In 1969, at the Massachusetts General Hospital, after helping fix a hernia in a newborn’s diaphragm and then watching the baby die following an all-night vigil, surgical intern Michael Harrison had a big idea: repairing CDH in utero. The hole in the diaphragm wasn’t the real problem; rather, it was the abdominal organs that squeezed into the chest cavity, leaving no room for lungs to develop, so surgery on the fetus might allow the lungs to grow normally. At the time, the only fetal procedures that had been attempted were blood transfusions for Rh disease. Yet the thought that a fetus could be a patient never left Harrison, and in 1978 he joined the staff of the University of California, San Francisco, attracted by the research of pediatric cardiologists who were using a fetal sheep model to study the physiology of a newborn’s congenital heart defects. “But when I said, ‘Why don’t we think about fixing the heart in utero?’ they about fell off their chairs,” Harrison recalls.
Harrison pressed ahead, and in 1984, after 2,000 operations on fetal sheep and 500 on fetal monkeys, he tried a CDH repair on a human fetus. The surgery was radical—“I would just cut and sew in a big, terrible, open operation,” Harrison says—and no fetuses survived until 1989. But once he’d had a few successes, Harrison applied for funding from the National Institutes of Health for a randomized controlled trial to compare fetal surgical repair of CDH with postnatal surgery. The results, based on interventions involving just 11 fetuses and newborns, were “disappointing but interesting,” as Harrison reported in 1997. Those treated in utero had a 75% survival rate, compared with 86% for repair of CDH after birth. In such a small study, those outcomes were statistically indistinguishable.
With such questionable benefits, Harrison and other surgeons stopped doing that surgery but continued their research. As minimally invasive surgical techniques were developed for adults, fetal surgeons miniaturized endoscopes and other instruments, adapting them for their own use. Improvements in ultrasound made it easier to diagnose fetal problems and visualize the surgery, and doctors discovered that deeper anesthesia for the mother relaxed the uterus during surgery and helped prevent preterm labor. Surgery became less invasive and safer for both mother and child.
Still, CDH interventions in the womb have yet to prove as beneficial as operating on a newborn. From 1999 through 2001, a second NIH randomized trial involved 24 fetuses and newborns. But once again, the results favored the neonatal approach, which had a 77% survival rate compared with 73% for the fetal intervention. Further tipping the scales was that fetuses undergoing the procedure were delivered at 31 weeks, six weeks earlier than babies who were operated on after birth. As experiments continue, particularly in Europe, U.S. surgeons have largely abandoned fetal CDH repair.
Results have been much better for twin-twin transfusion syndrome. Compared with the conventional treatment of amnioreduction, selective laser ablation is less likely to prompt preterm delivery; fetuses are typically born at 33 to 34 weeks vs. 28 to 31 weeks with amnioreduction. Those extra weeks in utero reduce the risk of neurologic and cognitive problems—including mental retardation, cerebral palsy and muscle weakness disorders—that afflict as many as a third of babies who have amnioreduction. “Those risks fall to 7% or 8% with the laser procedure,” Johnson says. “That’s a significant difference.”
In the early 1990s, when surgeons first performed TTTS treatments, their tools were large and clumsy, but European researchers demonstrated that laser treatment of TTTS in the womb is significantly better than amnioreduction. The results reported in a 2004 European trial were so striking that a clinical trial under way in the United States was abruptly halted. Nearly 48% of the babies who had the fetoscopic laser procedure were alive and neurologically sound at six months compared with only 26% of those who had had amnioreduction.
“It was the first randomized controlled trial that showed any benefit for a fetal intervention, which was fantastic,” says Nick Fisk, a fetal-medicine specialist and director of the University of Queensland Centre for Clinical Research in Brisbane, Australia. “And initially, laser ablation appeared also to significantly reduce neurological injury in neonates. But there was no long-term reduction of cerebral palsy rates.”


## What to work on
Report, from the records below, every line where the word "informs" appears.

## Listed entries
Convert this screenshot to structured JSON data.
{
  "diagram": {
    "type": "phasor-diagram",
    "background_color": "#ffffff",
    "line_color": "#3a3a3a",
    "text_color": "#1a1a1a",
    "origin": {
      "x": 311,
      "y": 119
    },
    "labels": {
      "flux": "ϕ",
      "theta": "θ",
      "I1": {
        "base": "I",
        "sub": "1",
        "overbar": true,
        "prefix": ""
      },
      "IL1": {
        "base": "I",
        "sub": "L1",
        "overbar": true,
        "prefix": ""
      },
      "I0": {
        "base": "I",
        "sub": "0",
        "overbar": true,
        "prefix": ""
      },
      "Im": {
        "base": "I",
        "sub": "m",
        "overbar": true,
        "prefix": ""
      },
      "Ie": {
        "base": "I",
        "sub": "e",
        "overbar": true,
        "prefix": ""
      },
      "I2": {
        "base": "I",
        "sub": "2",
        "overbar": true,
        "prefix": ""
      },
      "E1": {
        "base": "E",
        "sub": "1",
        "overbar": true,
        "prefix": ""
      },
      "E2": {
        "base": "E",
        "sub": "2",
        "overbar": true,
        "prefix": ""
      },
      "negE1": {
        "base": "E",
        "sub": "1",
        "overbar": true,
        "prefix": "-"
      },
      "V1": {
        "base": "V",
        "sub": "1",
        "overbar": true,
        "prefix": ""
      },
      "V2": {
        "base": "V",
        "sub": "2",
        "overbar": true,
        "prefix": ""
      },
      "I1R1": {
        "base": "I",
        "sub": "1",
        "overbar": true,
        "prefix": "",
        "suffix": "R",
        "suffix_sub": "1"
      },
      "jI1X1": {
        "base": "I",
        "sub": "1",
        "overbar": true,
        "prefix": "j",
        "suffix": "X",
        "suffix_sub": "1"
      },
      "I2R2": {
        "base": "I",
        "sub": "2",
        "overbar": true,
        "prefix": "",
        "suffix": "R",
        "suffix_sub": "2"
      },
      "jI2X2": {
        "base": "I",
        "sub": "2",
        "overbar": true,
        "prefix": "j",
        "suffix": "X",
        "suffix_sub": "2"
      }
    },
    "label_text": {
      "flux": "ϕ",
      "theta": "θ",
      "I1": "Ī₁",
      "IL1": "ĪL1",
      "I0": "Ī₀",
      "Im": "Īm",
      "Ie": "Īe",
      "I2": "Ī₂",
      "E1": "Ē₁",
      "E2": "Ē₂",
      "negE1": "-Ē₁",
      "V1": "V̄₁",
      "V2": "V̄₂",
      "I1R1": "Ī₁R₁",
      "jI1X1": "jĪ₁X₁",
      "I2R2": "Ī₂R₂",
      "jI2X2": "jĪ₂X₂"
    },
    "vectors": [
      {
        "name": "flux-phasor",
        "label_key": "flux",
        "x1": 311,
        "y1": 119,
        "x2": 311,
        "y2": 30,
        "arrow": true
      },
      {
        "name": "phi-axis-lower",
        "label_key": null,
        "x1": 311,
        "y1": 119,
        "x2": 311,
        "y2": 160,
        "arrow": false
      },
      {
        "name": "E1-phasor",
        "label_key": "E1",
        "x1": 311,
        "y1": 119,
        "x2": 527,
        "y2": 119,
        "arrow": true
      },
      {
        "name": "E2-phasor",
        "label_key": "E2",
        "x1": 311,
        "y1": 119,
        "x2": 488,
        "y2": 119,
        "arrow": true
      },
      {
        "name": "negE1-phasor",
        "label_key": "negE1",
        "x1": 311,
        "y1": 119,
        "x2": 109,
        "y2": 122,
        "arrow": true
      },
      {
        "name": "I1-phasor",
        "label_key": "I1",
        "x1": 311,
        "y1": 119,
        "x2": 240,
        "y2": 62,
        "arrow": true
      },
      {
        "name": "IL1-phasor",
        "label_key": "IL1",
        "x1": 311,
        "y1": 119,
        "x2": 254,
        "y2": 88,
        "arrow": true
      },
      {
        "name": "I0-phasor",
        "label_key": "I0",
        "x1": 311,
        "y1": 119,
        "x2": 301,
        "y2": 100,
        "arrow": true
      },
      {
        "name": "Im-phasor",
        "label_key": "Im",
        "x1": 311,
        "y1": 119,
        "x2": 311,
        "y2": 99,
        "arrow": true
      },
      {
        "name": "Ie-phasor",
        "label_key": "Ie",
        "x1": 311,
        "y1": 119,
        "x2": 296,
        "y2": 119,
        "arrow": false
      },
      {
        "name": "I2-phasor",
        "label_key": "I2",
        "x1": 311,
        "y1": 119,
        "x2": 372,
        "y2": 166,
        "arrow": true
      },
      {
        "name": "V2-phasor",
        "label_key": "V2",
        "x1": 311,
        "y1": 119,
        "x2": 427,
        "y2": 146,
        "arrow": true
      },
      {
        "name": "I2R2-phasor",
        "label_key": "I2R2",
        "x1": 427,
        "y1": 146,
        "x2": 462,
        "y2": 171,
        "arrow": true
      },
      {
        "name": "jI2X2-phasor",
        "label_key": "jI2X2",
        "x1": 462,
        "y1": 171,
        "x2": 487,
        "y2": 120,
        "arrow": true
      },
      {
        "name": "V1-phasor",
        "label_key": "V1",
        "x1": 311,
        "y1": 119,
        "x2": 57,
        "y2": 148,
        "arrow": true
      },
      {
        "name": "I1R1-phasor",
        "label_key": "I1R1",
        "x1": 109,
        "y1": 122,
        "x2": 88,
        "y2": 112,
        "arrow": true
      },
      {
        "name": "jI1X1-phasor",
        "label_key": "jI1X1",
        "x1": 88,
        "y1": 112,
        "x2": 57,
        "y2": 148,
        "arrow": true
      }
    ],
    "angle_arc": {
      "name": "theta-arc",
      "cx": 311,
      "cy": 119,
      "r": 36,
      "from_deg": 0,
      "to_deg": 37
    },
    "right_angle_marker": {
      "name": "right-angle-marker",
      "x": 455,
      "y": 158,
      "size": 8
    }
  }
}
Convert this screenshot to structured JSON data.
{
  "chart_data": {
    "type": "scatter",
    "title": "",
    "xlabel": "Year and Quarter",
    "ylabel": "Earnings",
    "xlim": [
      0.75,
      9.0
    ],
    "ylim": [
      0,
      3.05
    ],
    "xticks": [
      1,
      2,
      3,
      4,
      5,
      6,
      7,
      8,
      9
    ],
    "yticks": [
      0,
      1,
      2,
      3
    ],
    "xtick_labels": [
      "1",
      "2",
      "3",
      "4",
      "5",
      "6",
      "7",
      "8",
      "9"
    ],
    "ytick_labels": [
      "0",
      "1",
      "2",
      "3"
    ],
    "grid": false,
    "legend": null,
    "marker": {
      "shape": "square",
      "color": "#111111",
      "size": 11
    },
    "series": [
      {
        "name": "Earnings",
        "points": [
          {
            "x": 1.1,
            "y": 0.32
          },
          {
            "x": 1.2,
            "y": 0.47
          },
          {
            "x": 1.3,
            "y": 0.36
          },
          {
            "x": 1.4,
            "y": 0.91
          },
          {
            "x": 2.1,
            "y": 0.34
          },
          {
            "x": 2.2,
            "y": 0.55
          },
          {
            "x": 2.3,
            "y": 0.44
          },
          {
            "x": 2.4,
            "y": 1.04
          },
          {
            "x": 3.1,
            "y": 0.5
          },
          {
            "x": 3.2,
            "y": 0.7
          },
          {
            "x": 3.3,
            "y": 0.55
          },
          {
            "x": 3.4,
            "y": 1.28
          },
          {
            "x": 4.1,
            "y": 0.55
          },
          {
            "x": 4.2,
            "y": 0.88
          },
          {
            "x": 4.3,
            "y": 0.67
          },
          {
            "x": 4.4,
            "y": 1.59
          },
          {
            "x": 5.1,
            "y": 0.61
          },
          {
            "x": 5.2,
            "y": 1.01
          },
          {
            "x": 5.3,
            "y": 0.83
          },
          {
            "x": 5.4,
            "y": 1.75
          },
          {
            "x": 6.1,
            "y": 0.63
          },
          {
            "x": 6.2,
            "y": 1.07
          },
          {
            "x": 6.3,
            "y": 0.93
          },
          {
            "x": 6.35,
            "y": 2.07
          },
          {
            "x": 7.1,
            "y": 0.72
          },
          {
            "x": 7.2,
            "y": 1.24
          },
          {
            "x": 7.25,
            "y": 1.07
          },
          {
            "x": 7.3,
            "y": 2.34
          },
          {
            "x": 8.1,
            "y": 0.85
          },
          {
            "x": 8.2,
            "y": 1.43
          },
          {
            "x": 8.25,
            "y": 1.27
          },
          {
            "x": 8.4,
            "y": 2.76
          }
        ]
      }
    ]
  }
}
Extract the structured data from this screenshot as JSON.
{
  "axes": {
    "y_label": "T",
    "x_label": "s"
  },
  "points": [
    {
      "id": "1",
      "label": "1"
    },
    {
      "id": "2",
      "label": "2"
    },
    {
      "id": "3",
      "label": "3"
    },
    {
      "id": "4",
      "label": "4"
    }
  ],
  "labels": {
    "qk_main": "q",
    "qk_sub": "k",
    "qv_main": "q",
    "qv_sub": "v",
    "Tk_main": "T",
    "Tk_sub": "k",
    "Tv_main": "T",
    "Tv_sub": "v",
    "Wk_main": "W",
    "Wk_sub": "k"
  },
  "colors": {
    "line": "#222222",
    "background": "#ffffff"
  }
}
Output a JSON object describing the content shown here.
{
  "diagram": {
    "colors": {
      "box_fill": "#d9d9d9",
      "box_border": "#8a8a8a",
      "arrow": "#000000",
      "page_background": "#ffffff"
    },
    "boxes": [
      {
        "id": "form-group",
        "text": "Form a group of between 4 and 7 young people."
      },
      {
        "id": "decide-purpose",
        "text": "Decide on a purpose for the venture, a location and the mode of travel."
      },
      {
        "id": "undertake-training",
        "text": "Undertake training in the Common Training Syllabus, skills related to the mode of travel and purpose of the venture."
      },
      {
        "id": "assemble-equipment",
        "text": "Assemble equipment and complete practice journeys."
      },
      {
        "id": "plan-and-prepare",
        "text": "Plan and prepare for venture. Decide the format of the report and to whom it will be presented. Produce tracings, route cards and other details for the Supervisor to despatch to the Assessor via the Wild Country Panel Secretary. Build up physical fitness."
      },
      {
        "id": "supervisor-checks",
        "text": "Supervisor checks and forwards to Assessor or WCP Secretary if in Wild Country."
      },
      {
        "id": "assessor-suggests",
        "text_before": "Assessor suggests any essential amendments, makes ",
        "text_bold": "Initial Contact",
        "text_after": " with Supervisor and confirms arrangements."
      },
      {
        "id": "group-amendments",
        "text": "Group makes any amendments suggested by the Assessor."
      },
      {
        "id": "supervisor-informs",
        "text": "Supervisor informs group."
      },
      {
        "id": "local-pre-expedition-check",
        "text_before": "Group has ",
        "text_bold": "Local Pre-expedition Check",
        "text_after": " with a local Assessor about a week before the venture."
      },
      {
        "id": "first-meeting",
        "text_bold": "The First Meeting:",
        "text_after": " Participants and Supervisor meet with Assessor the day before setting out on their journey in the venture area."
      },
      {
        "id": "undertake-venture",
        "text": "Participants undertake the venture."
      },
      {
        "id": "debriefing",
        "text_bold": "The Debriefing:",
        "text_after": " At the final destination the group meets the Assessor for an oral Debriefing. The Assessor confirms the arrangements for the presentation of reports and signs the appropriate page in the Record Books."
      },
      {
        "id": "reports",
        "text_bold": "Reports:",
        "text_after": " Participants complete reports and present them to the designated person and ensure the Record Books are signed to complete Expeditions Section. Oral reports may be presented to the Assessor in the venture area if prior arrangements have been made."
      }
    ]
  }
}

## Result
        "id": "supervisor-informs",
        "text": "Supervisor informs group."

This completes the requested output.